Stephen Kerr
Main Page: Stephen Kerr (Conservative - Stirling)Department Debates - View all Stephen Kerr's debates with the Home Office
(6 years, 12 months ago)
Commons ChamberI want to take an intervention from the other side of the House now.
Is the hon. Gentleman really insinuating that there is a threat in his mind—I believe that it exists only in his mind—that we are somehow going to remove these valuable members of our society from our nation? That is a preposterous suggestion. It is simply fear-mongering.
This is outrageous. If this was scaremongering, the Government would be quite happy to remove the uncertainty from EU citizens, but they have not done so. And what about the 100 EU nationals who received Home Office letters telling them that there had been an unfortunate error? Those letters should have told them, “We are sorry. You are welcome to stay here.”
I am proud to live in a country where fundamental decency and neighbourliness lead us to welcome newcomers and embrace them as our own. There is something inspiring about our warm embrace of citizens from all over the world. It is often said that tolerance is one of the British virtues, but I believe it goes beyond that: it goes beyond tolerance to a warm acceptance and a sense of celebration about our diversity.
We should be gratified that so many people from around the world chose to make the United Kingdom their home, and they make a full contribution to the society they live in. They are an economic positive; indeed, an economic necessity—students, entrepreneurs, skilled workers and valued employees. Before my election to this place, I had the privilege to work alongside and lead teams of wonderful colleagues from across the EU—talented, motivated and inspiring people—who had chosen to come to the United Kingdom and build their future lives here. Every one of those wonderful people, my former colleagues, should, in common with all other EU nationals living and working in our country, be assured of their position in our society, which is as much theirs as it is mine.
That is why the priority, first and foremost, of Her Majesty’s Government in our negotiations with the EU was, from the very outset, to secure the status of EU citizens living in the United Kingdom and that of British nationals living in the EU. This debate is somewhat redundant because we have received assurances, as we did again from the Minister today, that we are “within touching distance” of an agreement to safeguard these rights.
SNP Members have brought forward this issue for debate—they do so with alarming frequency—because every time they do they try to tell people, despite a thousand assurances to the contrary, that their right to stay in this country is somehow at risk. No EU national currently living in the UK lawfully should have any fear, whatever the scaremongers on the SNP Benches may say, about having to leave the United Kingdom when our country leaves the EU.
SNP Members spread fear and panic because they think there is some party political advantage in doing so, but fear and panic are entirely unjustified. Their implication that Conservative Members are somehow plotting to ship back our friends, our neighbours, our work colleagues, our partners and our families to the country they came from is absurd, but it is an absurd narrative that they delight in because absurdity is their speciality.

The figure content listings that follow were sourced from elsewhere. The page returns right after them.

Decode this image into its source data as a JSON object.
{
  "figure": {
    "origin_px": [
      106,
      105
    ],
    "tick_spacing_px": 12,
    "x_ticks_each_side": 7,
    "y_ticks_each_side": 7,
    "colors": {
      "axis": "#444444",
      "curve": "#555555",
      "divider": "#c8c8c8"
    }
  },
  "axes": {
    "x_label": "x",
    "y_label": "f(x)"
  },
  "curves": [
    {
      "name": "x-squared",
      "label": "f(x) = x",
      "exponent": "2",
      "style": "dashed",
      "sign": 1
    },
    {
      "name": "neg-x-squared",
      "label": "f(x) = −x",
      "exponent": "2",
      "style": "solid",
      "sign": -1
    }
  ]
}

Whatever spin SNP Members try to put on this situation, the fact is that the people of Britain—the family of nations and regions that make up our United Kingdom—voted to leave the European Union. EU nationals are welcome in this country, and will continue to be welcome here. Frankly, I do not think that the British people who have EU nationals as friends, family, neighbours, colleagues and partners would stand for any other policy, and it is disreputable of SNP Members to suggest that they would. I am happy that this House should take a lead from our neighbours and our friends, as well as from our EU nationals, who are under no threat whatsoever from this Government.